Events

In conversation with Cynthia Schneider

ambassador-talk

Date & Time

Mon 23 Sep 2024
5:00pm – 6:00pm

Location

Block F Level 3 #F307

Admission

Free, register here

Type

Lecture / Talk

Synopsis:
Ambassador Cynthia P. Schneider will discuss the 2024 US presidential elections and how the results might impact US cultural relations with Asia.

Attendees are encouraged to refer to here and here for two of Cynthia’s recent pieces to help set up the discussion.

About the speaker

Ambassador Cynthia P. Schneider PhD teaches, publishes, and speaks about the importance of culture in diplomacy and international affairs, while putting these ideas into practice everywhere from war zones to Hollywood writers’ rooms.

At Georgetown University she teaches courses in Diplomacy and Culture and co-directs the Laboratory for Global Performance and Politics, a joint signature initiative between Georgetown’s School of Foreign Service and College of Arts and Sciences, with the mission of humanising global politics through the power of performance.

Before becoming an Ambassador and focusing on cultural diplomacy, Dr Schneider taught art history at Georgetown, and published and organised exhibitions (National Gallery of Art; Museum of Fine Arts, Boston; Metropolitan Museum of Art) on seventeenth century Dutch art and Rembrandt.

Professor Schneider also co-directs the Timbuktu Renaissance, a Mali-based platform for countering extremism and promoting peace and development through a focus on culture.

Dr Schneider publishes and speaks frequently on topics related to arts, culture, and media and international affairs. Her writings range from articles for the Los Angeles Times, CNN.com, TIME, and Foreign Policy to policy papers for the Brookings Institution. She has spoken at TED and TEDx, as well as at universities, conferences, and festivals around the world. Her current book in progress is Why Culture Matters: Re-Imagining Diplomacy, to be published by Georgetown University Press.

From 1998 to 2001, she served as US Ambassador to the Netherlands, during which time she led initiatives in cultural diplomacy, biotechnology, cyber security, environment and education. For example, Dr. Schneider hosted the American delegation to COP6, held in November 2000 in The Hague; initiated the North Sea Jazz Jam Sessions, hosted by the US Embassy; developed the Dutch-American World War II memories project “Remember the Past; Imagine the Future”; co-hosted with the Rand Corporation a cyber security conference, featuring Esther Dyson; .and was invited to deliver the keynote speech, in Dutch, to the Queen, the Cabinet, and Parliament on 5 May 2000, commemorating the end of World War II.

Professor Schneider has BA and PhD from Harvard University.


▶ Task brief
Below are the records. Gather each line that holds "image".

▶ Material provided

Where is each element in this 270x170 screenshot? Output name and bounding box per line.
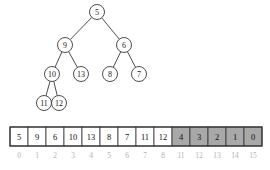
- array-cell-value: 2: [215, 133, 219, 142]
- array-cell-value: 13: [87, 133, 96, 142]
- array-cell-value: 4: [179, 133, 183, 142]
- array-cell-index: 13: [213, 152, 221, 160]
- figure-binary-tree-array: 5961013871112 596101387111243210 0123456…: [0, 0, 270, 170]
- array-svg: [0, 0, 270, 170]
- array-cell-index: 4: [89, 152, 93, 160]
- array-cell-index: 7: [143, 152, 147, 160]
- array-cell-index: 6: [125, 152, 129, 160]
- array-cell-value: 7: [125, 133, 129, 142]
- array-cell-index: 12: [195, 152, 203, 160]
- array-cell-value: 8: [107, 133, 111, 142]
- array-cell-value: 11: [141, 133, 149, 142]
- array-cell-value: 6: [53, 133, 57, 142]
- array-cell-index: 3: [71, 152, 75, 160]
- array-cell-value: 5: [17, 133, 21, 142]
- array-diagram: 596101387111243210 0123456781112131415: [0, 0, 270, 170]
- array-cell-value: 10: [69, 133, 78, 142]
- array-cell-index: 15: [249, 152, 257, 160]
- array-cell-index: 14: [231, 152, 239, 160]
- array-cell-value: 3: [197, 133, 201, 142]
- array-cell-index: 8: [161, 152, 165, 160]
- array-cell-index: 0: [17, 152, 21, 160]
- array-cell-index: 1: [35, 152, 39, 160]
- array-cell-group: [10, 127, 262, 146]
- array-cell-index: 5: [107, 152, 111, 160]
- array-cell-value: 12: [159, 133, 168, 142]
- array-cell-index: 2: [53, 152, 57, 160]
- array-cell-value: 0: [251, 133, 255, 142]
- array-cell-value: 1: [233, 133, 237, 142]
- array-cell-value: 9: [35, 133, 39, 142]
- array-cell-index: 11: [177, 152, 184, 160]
--
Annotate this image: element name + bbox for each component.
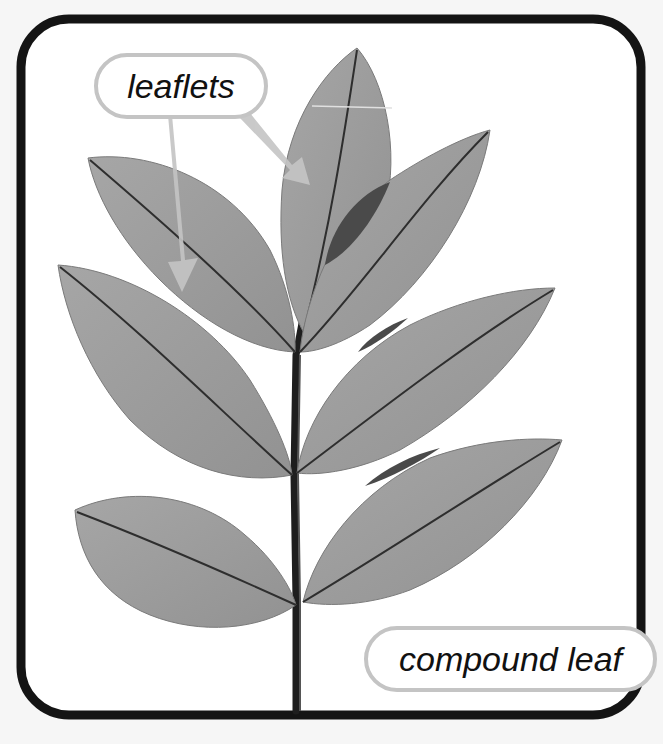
...
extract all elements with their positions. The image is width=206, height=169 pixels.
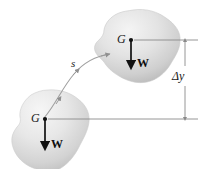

▶ Your response
Annotate this image: element name + bbox for each component.
extract all elements with their positions. The image is width=206, height=169 pixels.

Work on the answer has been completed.